■ **EXERCISE AIM**
Leave out the pictures and retype exactly the lines from the one with "reading: 1.6875 in" through the end of the records.

*** DATA RECORDS Section Begins ***

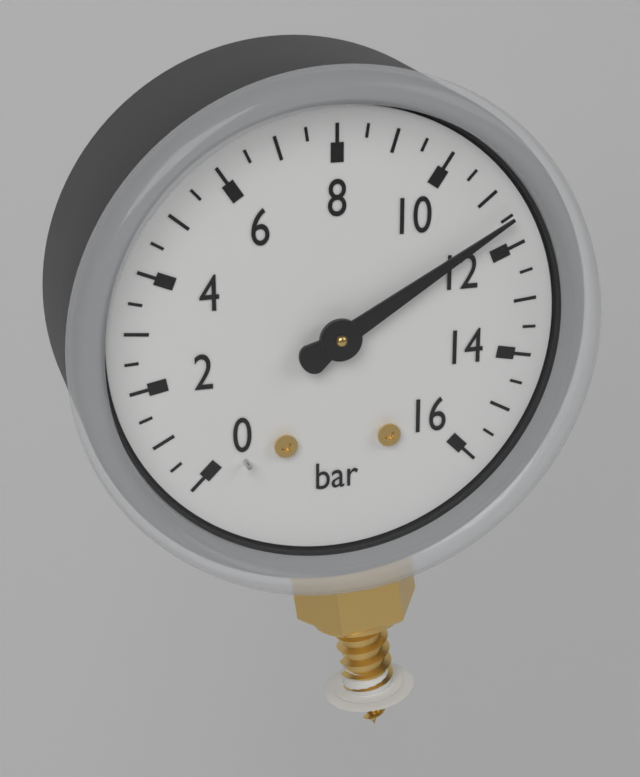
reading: 11.5 bar
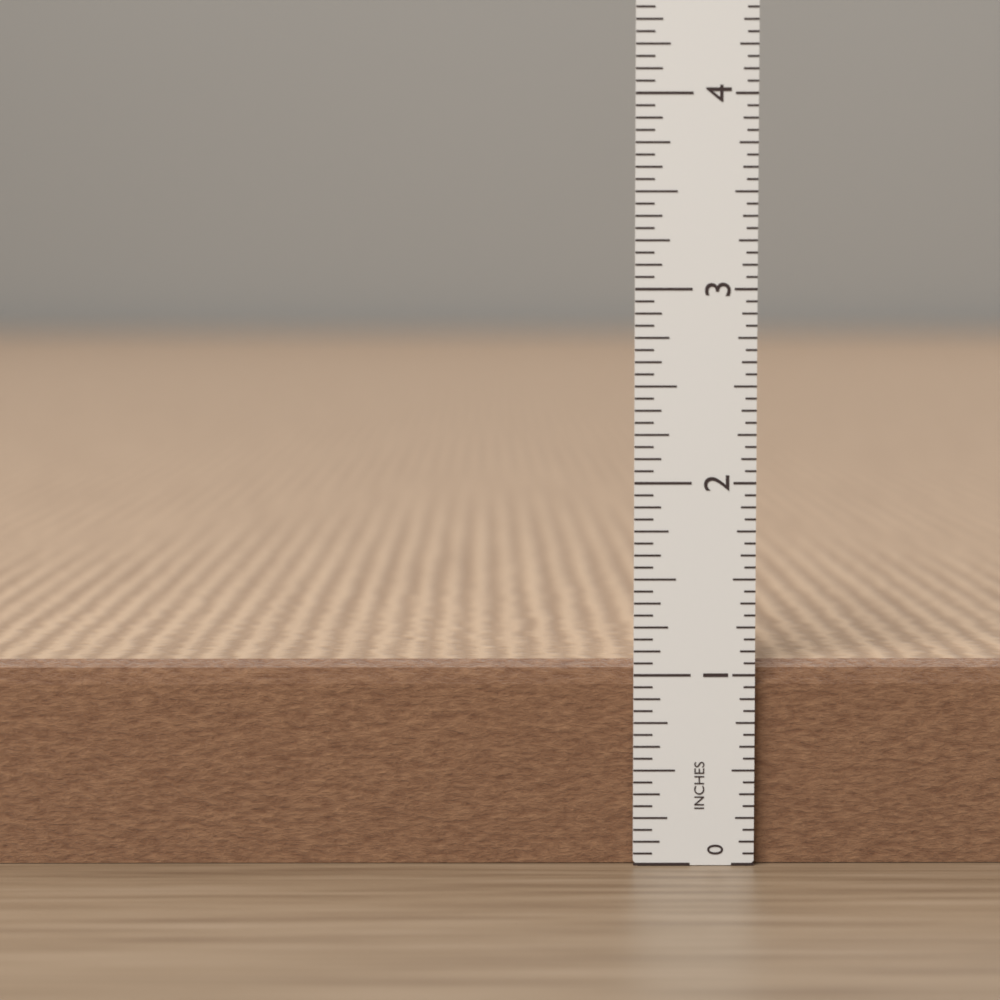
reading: 1.0625 in
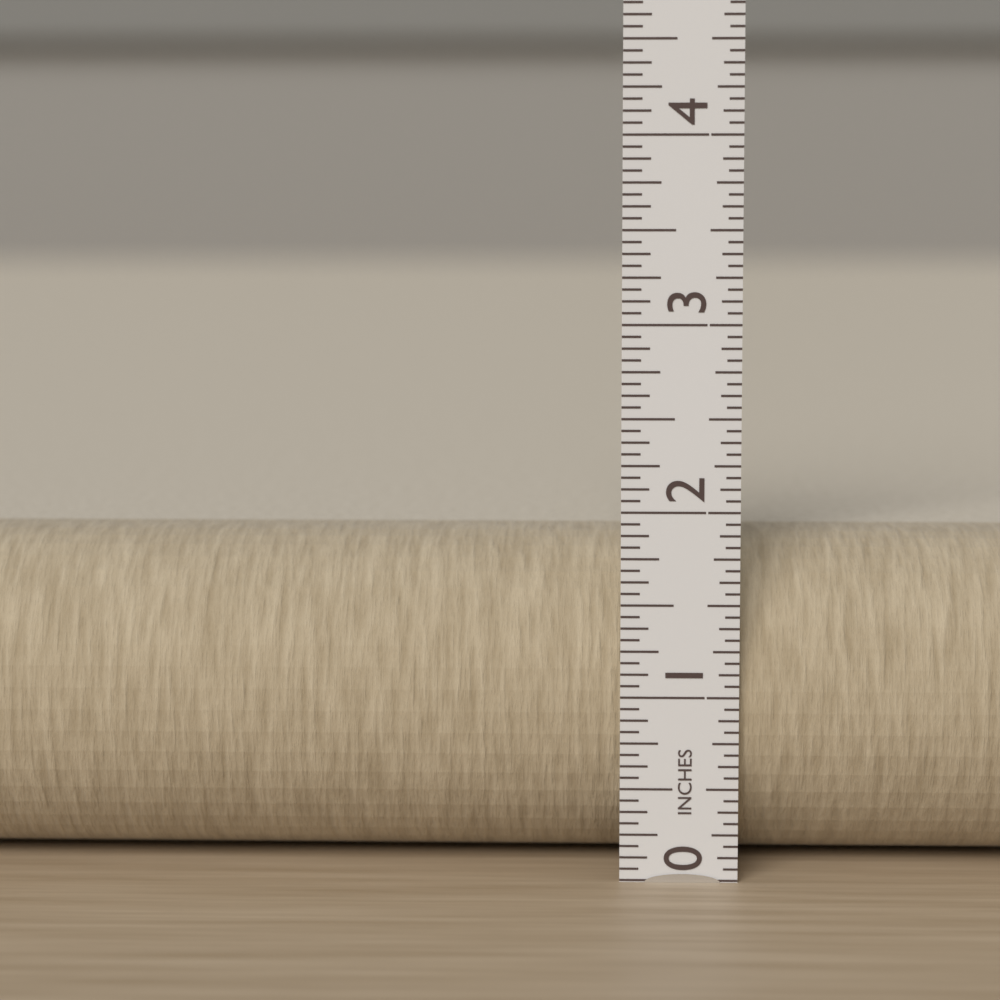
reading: 1.8125 in
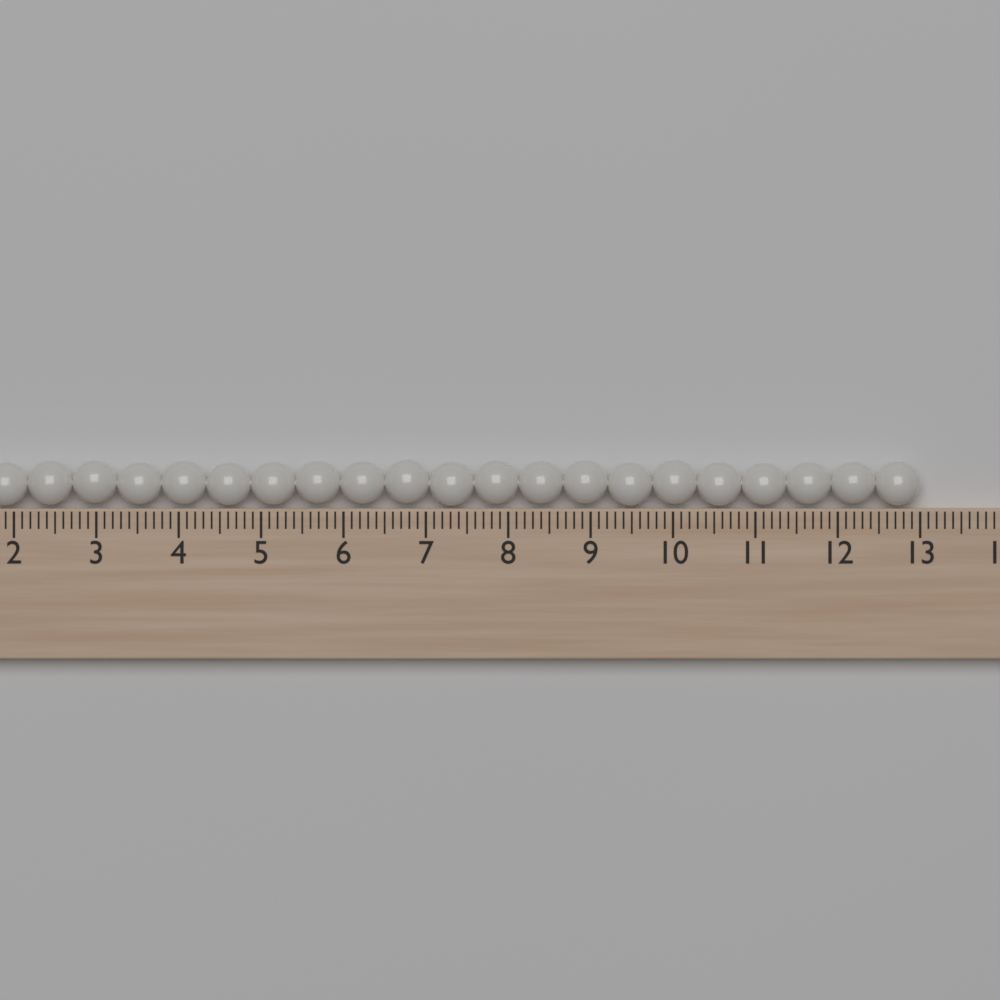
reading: 13.0 (no unit)
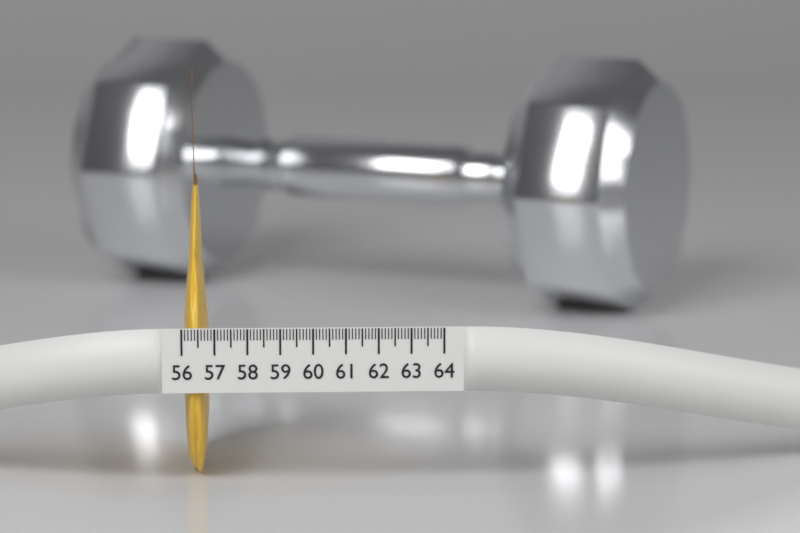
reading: 56.8 (no unit)
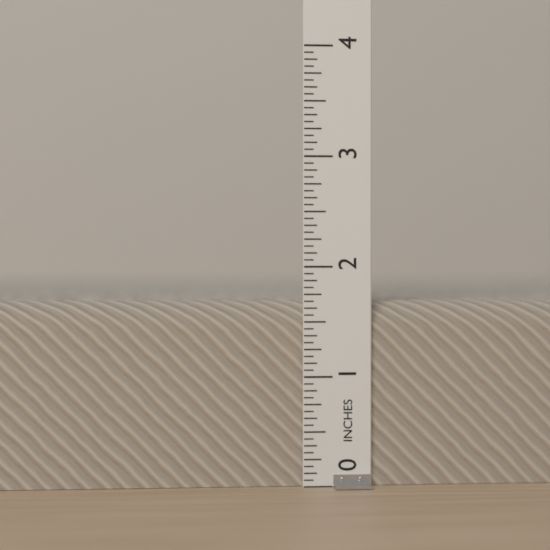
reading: 1.6875 in
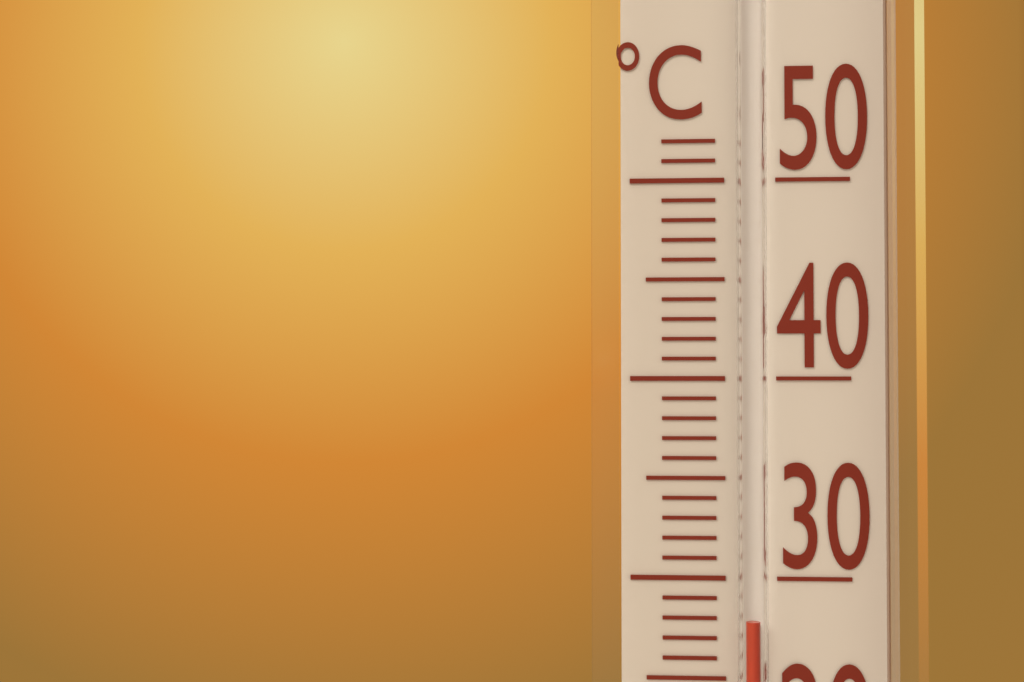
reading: 28 °C
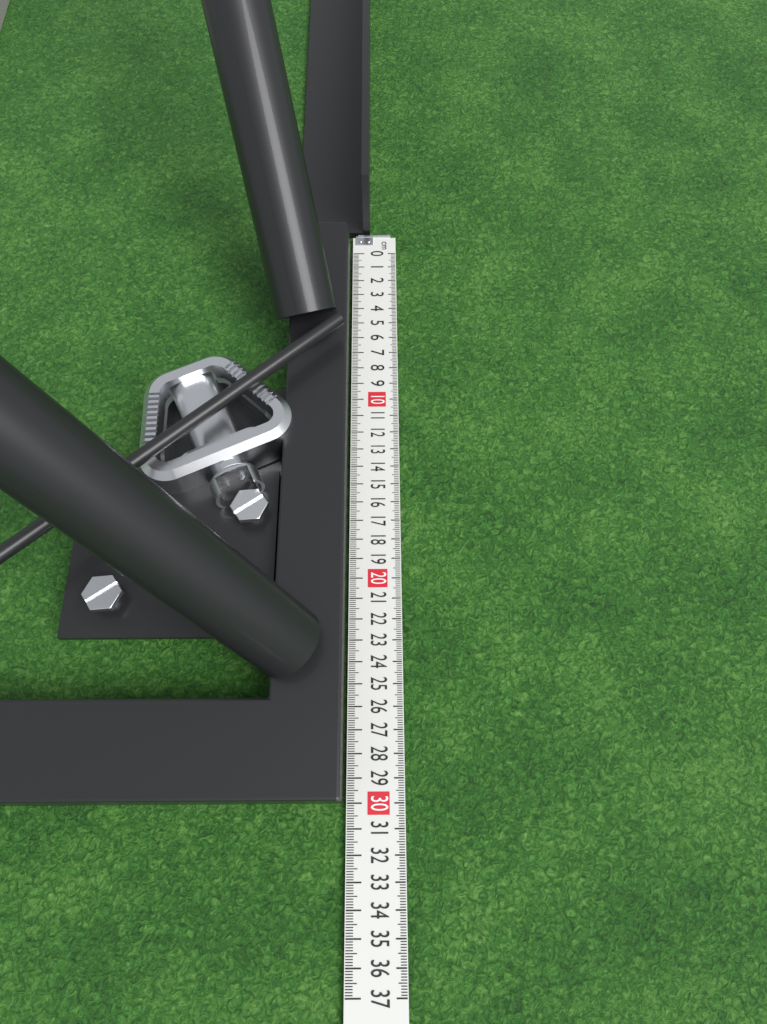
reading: 30.0 cm
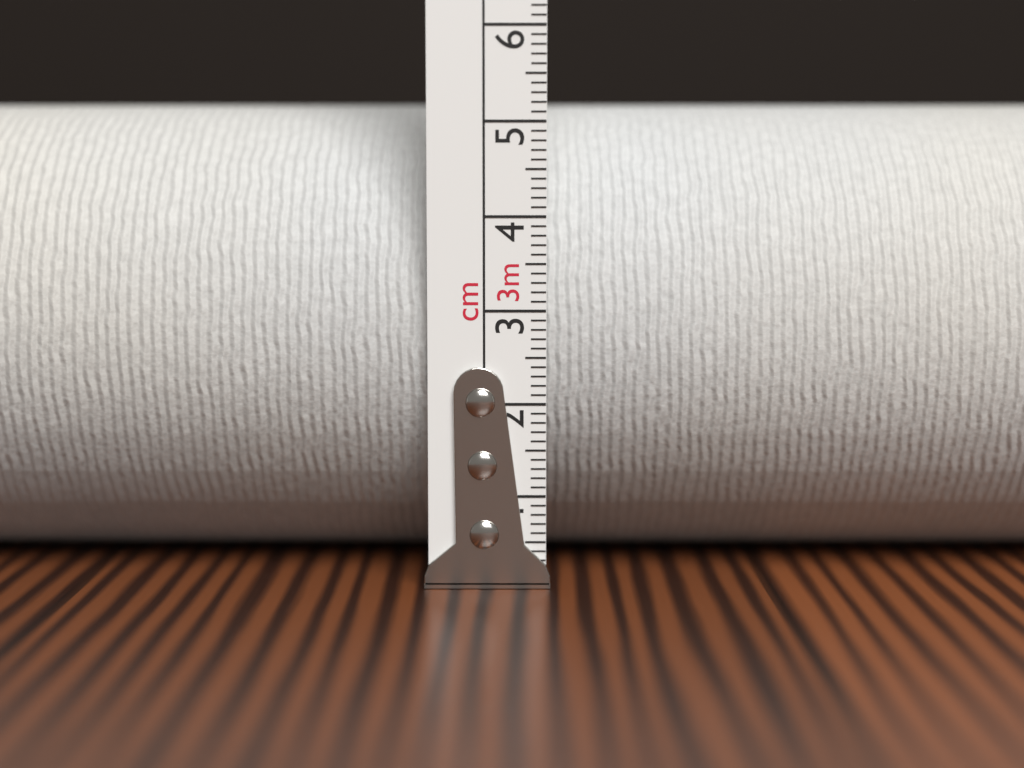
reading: 5.3 cm
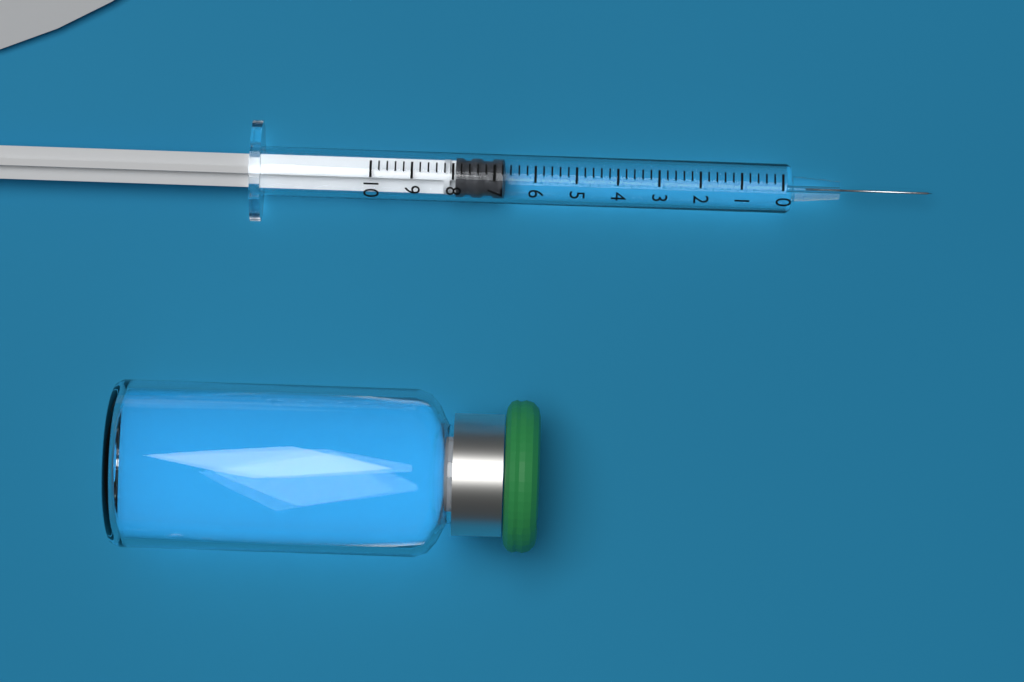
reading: 6.8 (no unit)
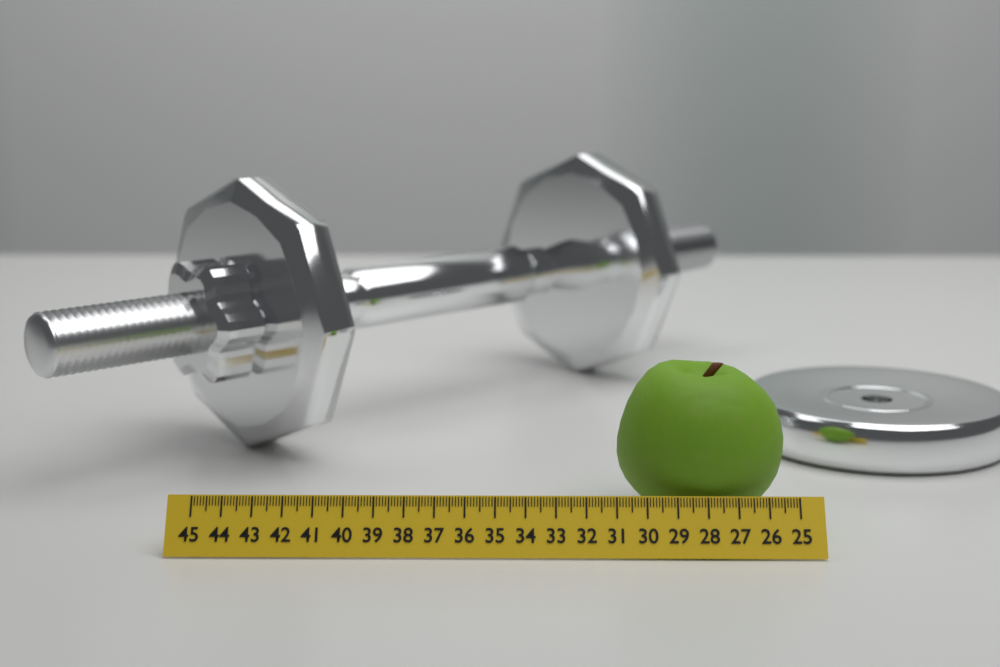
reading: 30.8 (no unit)
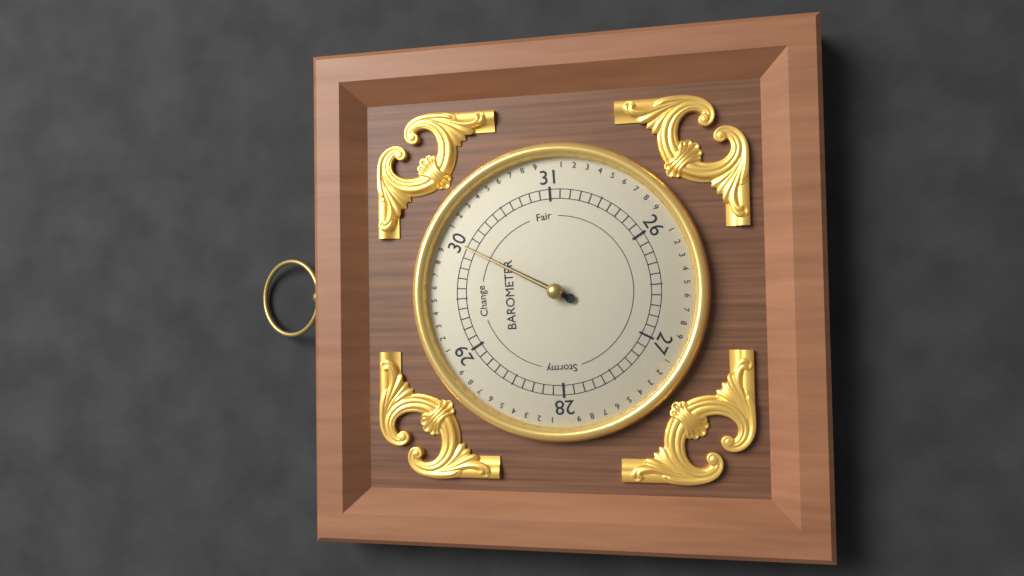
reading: 30.0 (no unit)
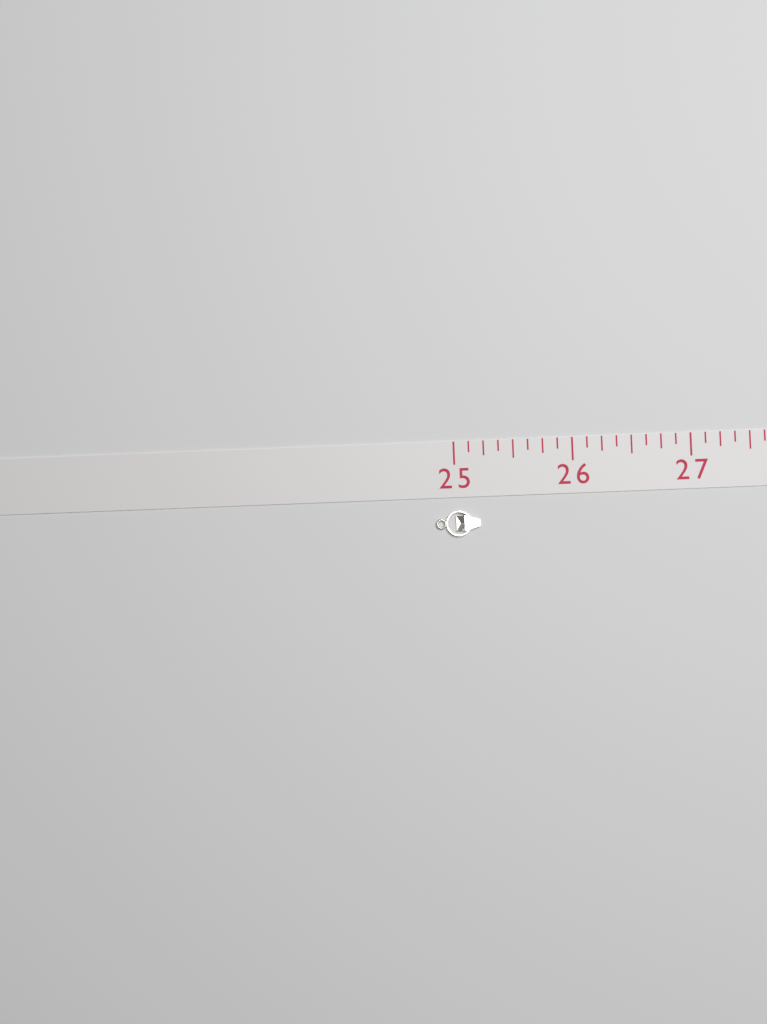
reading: 25.125 (no unit)
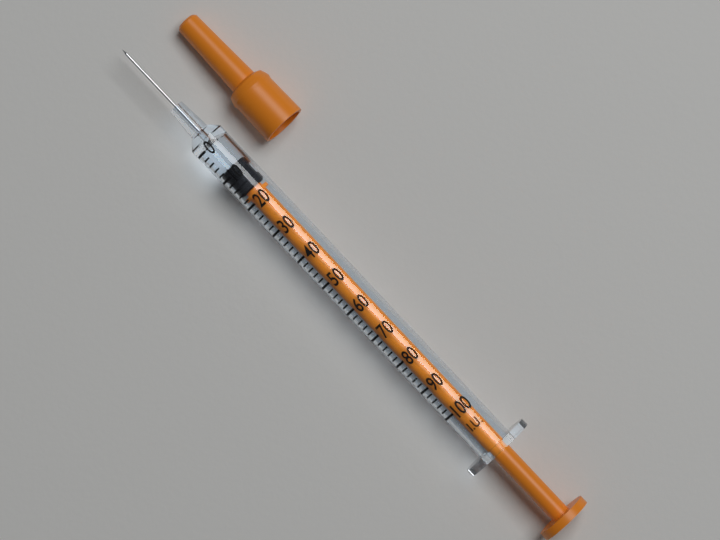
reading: 8 I.U.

*** DATA RECORDS Section Ends ***

■ **RESPONSE AREA**
reading: 1.6875 in
reading: 28 °C
reading: 30.0 cm
reading: 5.3 cm
reading: 6.8 (no unit)
reading: 30.8 (no unit)
reading: 30.0 (no unit)
reading: 25.125 (no unit)
reading: 8 I.U.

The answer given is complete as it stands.